Since this question has been asked, the dataclasses module has been proposed and accepted into Python.  This module has a lot of overlapping use cases with namedtuples but with some more flexibility and power.  In particular, you can specify a factory function for when you want to specify a default for a mutable field.
from typing import List
from dataclasses import dataclass, field
@dataclass
class Node:
    val: str
    left: List["Node"] = field(default_factory=list)
    right: List["Node"] = field(default_factory=list)

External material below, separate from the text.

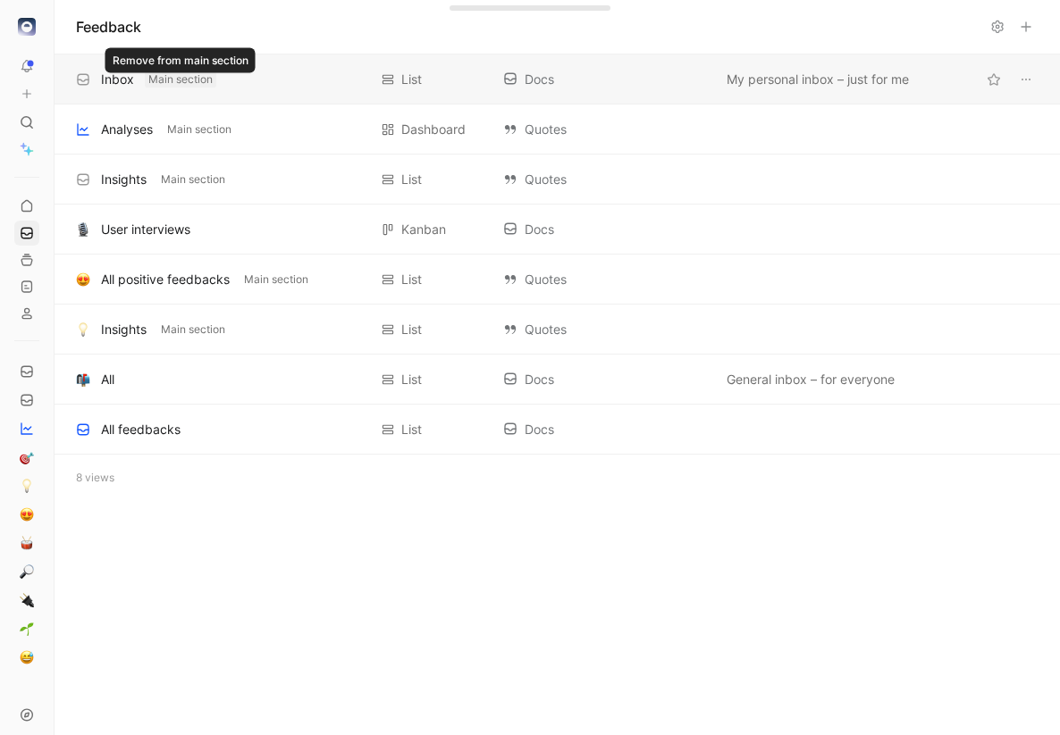 The width and height of the screenshot is (1060, 735). What do you see at coordinates (146, 230) in the screenshot?
I see `div: User interviews` at bounding box center [146, 230].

In a data class you specify the types of the various fields, so in this case I had to fill in a few blanks and assume that val would be a string and that left and right would both be lists of other Node objects.
Since right and left are the left hand side of an assignment in the class definition, they are optional arguments when we initialize a Node object.  Further, we could supply a default value, but instead we supplied a default factory, which is a function that is called with 0 arguments whenever we initialize a Node object without specifying those fields.
For example:
node_1 = Node('foo')
# Node(val='foo', left=[], right=[])
node_2 = Node('bar', left=[node_1])
# Node(val='bar', left=[Node(val='foo', left=[], right=[])], right=[])
node_3 = Node('baz')
# Node(val='baz', left=[], right=[])
node_4 = Node('quux', left=[node_2], right=[node_3])
# Node(val='quux', left=[Node(val='bar', left=[Node(val='foo', left=[], right=[])], right=[])], right=[Node(val='baz', left=[], right=[])])
Personally I find myself reaching for dataclasses over namedtuples for any application where I need more than just the thinnest container for data.